══ Given records

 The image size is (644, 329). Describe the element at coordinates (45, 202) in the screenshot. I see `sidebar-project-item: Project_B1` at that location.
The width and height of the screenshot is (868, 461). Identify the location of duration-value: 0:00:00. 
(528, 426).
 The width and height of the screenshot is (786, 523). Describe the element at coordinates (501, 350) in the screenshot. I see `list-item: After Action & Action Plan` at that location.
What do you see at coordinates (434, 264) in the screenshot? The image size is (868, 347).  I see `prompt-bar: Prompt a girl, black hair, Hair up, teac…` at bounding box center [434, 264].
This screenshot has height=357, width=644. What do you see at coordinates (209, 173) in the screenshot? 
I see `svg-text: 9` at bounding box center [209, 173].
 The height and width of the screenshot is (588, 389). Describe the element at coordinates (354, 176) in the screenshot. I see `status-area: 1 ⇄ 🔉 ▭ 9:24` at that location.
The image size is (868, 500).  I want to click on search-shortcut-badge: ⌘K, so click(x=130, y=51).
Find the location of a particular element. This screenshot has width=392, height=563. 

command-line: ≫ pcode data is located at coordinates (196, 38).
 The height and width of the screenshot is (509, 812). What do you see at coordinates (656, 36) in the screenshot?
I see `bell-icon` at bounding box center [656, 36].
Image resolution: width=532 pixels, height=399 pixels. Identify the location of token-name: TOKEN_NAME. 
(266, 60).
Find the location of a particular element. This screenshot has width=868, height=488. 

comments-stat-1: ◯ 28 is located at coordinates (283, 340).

════
══ Given records

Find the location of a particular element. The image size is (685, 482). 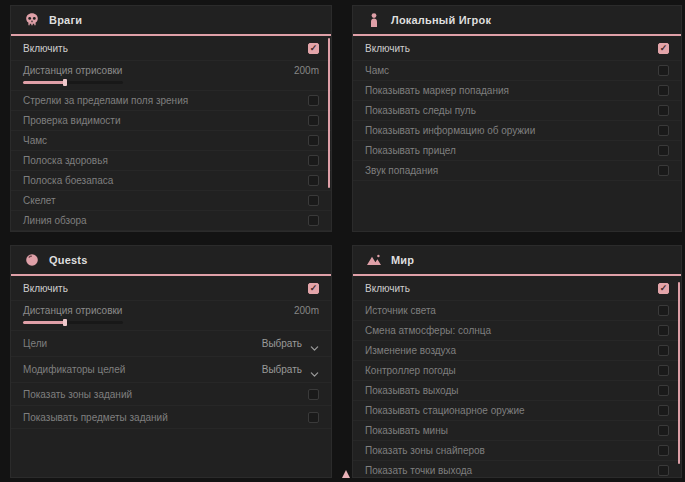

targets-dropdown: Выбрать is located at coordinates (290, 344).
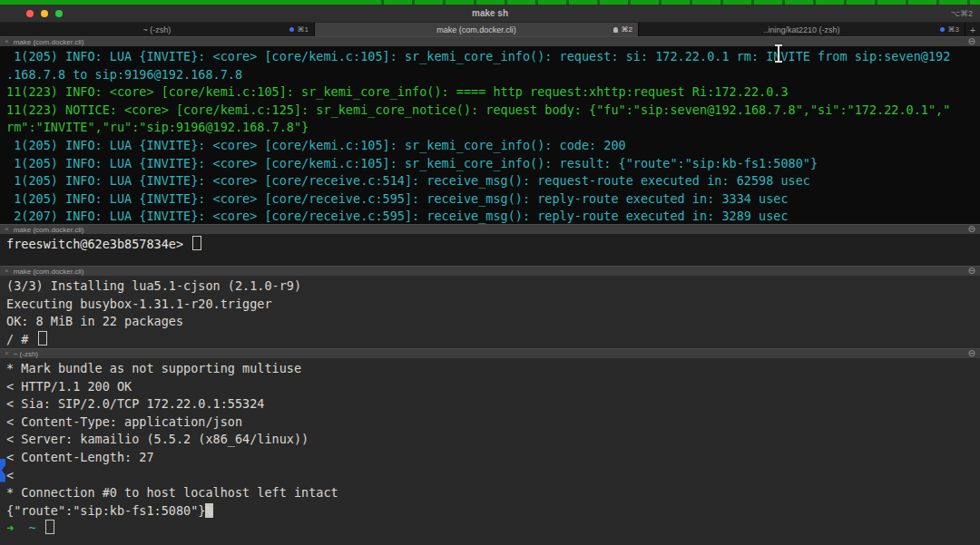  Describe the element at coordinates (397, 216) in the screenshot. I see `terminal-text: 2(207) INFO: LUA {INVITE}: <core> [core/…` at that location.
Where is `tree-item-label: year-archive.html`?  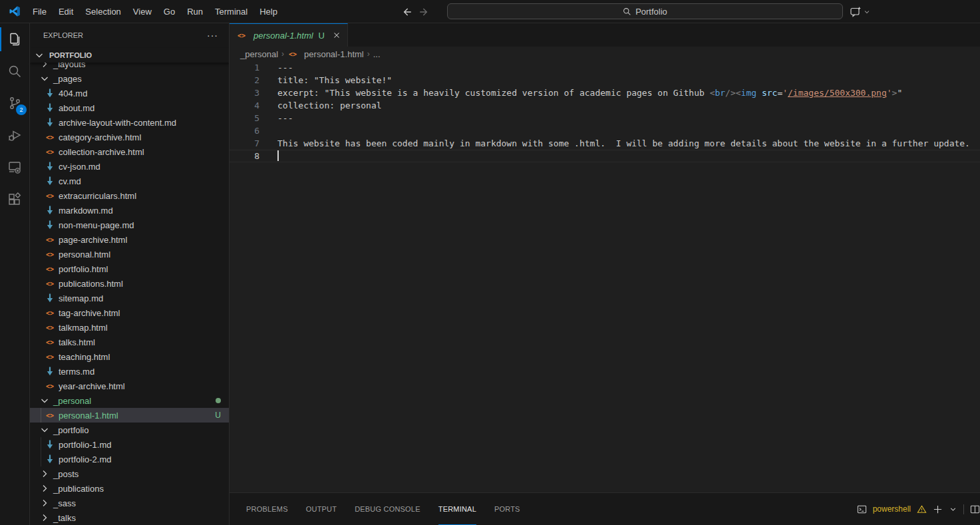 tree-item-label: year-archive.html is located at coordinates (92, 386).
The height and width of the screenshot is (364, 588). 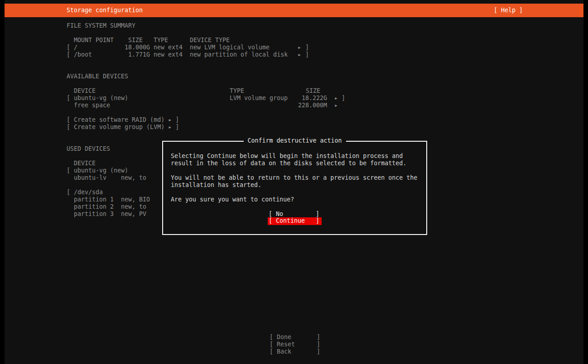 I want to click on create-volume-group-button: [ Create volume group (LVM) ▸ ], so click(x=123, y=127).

════

## What the task requires
Only one part of the material above is to be transcribed, namely the lines starting with the line that has "The width and height of the screenshot is (868, 461)." and going on through the line that has "What do you see at coordinates (434, 264)", exactly as they stand.

## Exercise result
The width and height of the screenshot is (868, 461). Identify the location of duration-value: 0:00:00. 
(528, 426).
 The width and height of the screenshot is (786, 523). Describe the element at coordinates (501, 350) in the screenshot. I see `list-item: After Action & Action Plan` at that location.
What do you see at coordinates (434, 264) in the screenshot? The image size is (868, 347).  I see `prompt-bar: Prompt a girl, black hair, Hair up, teac…` at bounding box center [434, 264].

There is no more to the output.